The Golden Mean
Charlemagne Palestine
An extravagant debauch of huge pianos, plush toys, cognac and ritual.
Arika have been creating events since 2001. The Archive is space to share the documentation of our work, over 600 events from the past 20 years. Browse the archive by event, artists and collections, explore using theme pairs, or use the index for a comprehensive overview.
An extravagant debauch of huge pianos, plush toys, cognac and ritual.
A sound of buzzing and flickering metallic drones, glottal stops and guttural growls, and also an explosiveness and purity of sound that reminds you as much of Bill Dixon as anyone else.
This event honoured those individuals who achieved the status of Icon during the period of 1986-1990.
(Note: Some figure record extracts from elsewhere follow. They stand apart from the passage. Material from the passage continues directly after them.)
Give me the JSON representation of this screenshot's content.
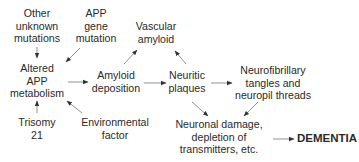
{
  "diagram": {
    "nodes": {
      "other_mutations": {
        "lines": [
          "Other",
          "unknown",
          "mutations"
        ]
      },
      "app_gene": {
        "lines": [
          "APP",
          "gene",
          "mutation"
        ]
      },
      "vascular_amyloid": {
        "lines": [
          "Vascular",
          "amyloid"
        ]
      },
      "altered_app": {
        "lines": [
          "Altered",
          "APP",
          "metabolism"
        ]
      },
      "amyloid_deposition": {
        "lines": [
          "Amyloid",
          "deposition"
        ]
      },
      "neuritic_plaques": {
        "lines": [
          "Neuritic",
          "plaques"
        ]
      },
      "neurofibrillary": {
        "lines": [
          "Neurofibrillary",
          "tangles and",
          "neuropil threads"
        ]
      },
      "trisomy": {
        "lines": [
          "Trisomy",
          "21"
        ]
      },
      "environmental": {
        "lines": [
          "Environmental",
          "factor"
        ]
      },
      "neuronal_damage": {
        "lines": [
          "Neuronal damage,",
          "depletion of",
          "transmitters, etc."
        ]
      },
      "dementia": {
        "lines": [
          "DEMENTIA"
        ]
      }
    },
    "edges": [
      {
        "from": "Other unknown mutations",
        "to": "Altered APP metabolism"
      },
      {
        "from": "APP gene mutation",
        "to": "Altered APP metabolism"
      },
      {
        "from": "Trisomy 21",
        "to": "Altered APP metabolism"
      },
      {
        "from": "Environmental factor",
        "to": "Altered APP metabolism"
      },
      {
        "from": "Altered APP metabolism",
        "to": "Amyloid deposition"
      },
      {
        "from": "Amyloid deposition",
        "to": "Vascular amyloid"
      },
      {
        "from": "Amyloid deposition",
        "to": "Neuritic plaques"
      },
      {
        "from": "Neuritic plaques",
        "to": "Vascular amyloid"
      },
      {
        "from": "Neuritic plaques",
        "to": "Neurofibrillary tangles and neuropil threads"
      },
      {
        "from": "Neuritic plaques",
        "to": "Neuronal damage, depletion of transmitters, etc."
      },
      {
        "from": "Neurofibrillary tangles and neuropil threads",
        "to": "Neuronal damage, depletion of transmitters, etc."
      },
      {
        "from": "Neuronal damage, depletion of transmitters, etc.",
        "to": "DEMENTIA"
      }
    ],
    "colors": {
      "text": "#2a2a2a",
      "arrow": "#555555"
    }
  }
}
A testimony to poverty from Chris’s own experiences, and an invitation to engage with an all too typical situation and context through a kind of imaginary listening.
The Tower performance at KYTN throws into that mix the 70’s fluxus light shows and films of Jeff Perkins and other filmic interventions tuned to their unique frequency.
Improvising using nothing so much as the passage of time as his instrument, Basinski creates works of great melancholic depth and fragile beauty.
An audio and video investigation of gender cults, Catholicism, hauntings and nuns’ use of audio devices…
Work that focuses in on the static hiss and background noise of recording and pushes it to the fore.
There exist places in our towns and cities that are created not by design, but by circumstance. Shadowed Spaces was a tour of overlooked, bypassed and unconsidered nooks and crannies with 3 musicians.
Elizabeth’s writing pulls apart toxic settler colonialism and the worldview used to justify it; working towards an alternative distribution of powers, so that ways of being otherwise can endure.
Andrew Chalk & Christoph Heemann return with their diaphanous, impressionistic drone duo; their slowly evolving and enthralling works flutter and quiver with elegantly restrained, miniature sound events.
Haunted by the archive of the New Cross Fire, Jay Bernard presents a film and poetry reading that undertakes a queer exploration of black British history, reconstructed from archives and apparent debris.